Sanguinyu

The sanguinyu or Kristang Seraphic aesthetic is primarily used to depict Kabesa, Ka-Kabesa and Ka-Kabeliang of the Kristang people, as well as to a lesser extent very individuated Kapitang or Elders, Xamang-Krismatrang, members of a Kabesa’s Dragonsguard or other leaders within the community. The aesthetic consists of depicting the individual with wings, whether angelic, demonic, dragonic, faerie, or any of other form or variant, a cowboy, cowgirl and cowhand hat indexing a leadership role, and optionally a halo and/or fire or a glow surrounding the individual’s body.

Sanguinyu is creolised out of a hybridisation of Christian, Islamic, Hindu, Sinitic and animist traditions that Kristang is descended from, and serves to remind the individual of their own superhuman commitments and abilities as Kabesa, the luminosity and numinosity that they often inadvertently end up displaying for other people in the community and beyond it, and the deep connection to Gaia and the living universe that enables the Kabesa to have such effects on reality.

For Kabesa or other leaders of the community who are especially body positive or in touch with their sensuality, physicality and/or sexuality as a primary component of their leadership role, Sanguinyu finally also reminds both them and the entire community of the sacredness of the body, and the tremendous responsibility that being so body positive also necessarily entails an awareness of, since the community has already previously struggled with intense projections about being too hedonistic, hypersexual or superficial.

Sanguinyu finally subverts decades and centuries of occluded sexual abuse within the community, as well as projections that Kristang people could never actually be holy or sacred as a result of all of this; it seeks to engender unconditional dignity and self-regard in terms of the body and of how one sees and appreciates one’s own body, and again therefore supports the community in processing intense intergenerational trauma as a result.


**Requirement**
Look through the material below and copy exactly the lines from the line with "Output each element" to the line with "decompose this screenshot", those two lines included.

**Task data**
******************************

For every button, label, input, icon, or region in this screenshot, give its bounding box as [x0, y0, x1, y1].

******************************

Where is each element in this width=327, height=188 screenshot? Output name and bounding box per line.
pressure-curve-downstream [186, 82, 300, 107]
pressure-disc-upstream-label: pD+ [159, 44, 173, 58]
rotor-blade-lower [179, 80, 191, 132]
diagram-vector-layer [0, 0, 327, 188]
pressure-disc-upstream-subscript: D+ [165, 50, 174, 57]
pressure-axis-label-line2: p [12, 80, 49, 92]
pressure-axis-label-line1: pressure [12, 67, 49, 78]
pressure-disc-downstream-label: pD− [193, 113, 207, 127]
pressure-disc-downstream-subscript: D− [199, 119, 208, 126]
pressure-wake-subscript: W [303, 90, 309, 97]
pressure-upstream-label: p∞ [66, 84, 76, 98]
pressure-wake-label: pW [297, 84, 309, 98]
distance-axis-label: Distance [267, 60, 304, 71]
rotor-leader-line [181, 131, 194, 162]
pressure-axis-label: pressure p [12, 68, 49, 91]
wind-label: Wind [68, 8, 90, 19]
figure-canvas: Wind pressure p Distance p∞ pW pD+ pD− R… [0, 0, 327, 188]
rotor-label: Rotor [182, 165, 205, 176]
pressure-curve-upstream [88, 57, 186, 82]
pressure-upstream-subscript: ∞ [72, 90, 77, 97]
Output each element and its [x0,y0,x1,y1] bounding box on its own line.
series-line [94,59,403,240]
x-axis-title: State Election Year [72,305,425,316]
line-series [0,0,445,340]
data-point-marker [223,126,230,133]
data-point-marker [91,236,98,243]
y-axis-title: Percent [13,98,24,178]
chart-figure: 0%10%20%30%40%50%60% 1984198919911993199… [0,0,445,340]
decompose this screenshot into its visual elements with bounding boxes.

******************************

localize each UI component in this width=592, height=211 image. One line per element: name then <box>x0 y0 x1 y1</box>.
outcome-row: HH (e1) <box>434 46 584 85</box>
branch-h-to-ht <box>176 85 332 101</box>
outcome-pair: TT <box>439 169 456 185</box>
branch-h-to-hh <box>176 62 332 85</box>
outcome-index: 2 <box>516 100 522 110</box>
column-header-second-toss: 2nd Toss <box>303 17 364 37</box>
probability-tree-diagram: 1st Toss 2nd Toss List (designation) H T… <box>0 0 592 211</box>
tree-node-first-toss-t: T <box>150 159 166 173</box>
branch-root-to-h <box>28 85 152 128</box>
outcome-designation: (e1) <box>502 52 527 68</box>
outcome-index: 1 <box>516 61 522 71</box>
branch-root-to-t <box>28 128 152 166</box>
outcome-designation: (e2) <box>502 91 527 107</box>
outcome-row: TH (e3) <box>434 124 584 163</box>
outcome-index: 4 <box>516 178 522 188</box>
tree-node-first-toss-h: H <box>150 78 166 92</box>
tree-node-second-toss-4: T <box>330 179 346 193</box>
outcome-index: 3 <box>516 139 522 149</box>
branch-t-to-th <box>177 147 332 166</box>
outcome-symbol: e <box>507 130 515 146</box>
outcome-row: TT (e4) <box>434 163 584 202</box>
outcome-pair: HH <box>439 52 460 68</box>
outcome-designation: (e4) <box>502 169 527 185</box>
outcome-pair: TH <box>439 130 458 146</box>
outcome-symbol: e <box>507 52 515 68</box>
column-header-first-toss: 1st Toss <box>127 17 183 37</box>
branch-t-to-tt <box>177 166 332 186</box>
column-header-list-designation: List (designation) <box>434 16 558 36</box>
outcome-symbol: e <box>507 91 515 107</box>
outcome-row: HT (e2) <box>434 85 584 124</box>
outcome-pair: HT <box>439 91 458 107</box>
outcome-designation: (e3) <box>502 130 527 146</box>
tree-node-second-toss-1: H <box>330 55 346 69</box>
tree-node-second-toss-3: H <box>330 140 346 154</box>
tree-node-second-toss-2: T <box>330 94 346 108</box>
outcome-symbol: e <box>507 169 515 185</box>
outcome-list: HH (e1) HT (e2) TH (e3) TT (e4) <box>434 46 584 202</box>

******************************

**Completed task**
Output each element and its [x0,y0,x1,y1] bounding box on its own line.
series-line [94,59,403,240]
x-axis-title: State Election Year [72,305,425,316]
line-series [0,0,445,340]
data-point-marker [223,126,230,133]
data-point-marker [91,236,98,243]
y-axis-title: Percent [13,98,24,178]
chart-figure: 0%10%20%30%40%50%60% 1984198919911993199… [0,0,445,340]
decompose this screenshot into its visual elements with bounding boxes.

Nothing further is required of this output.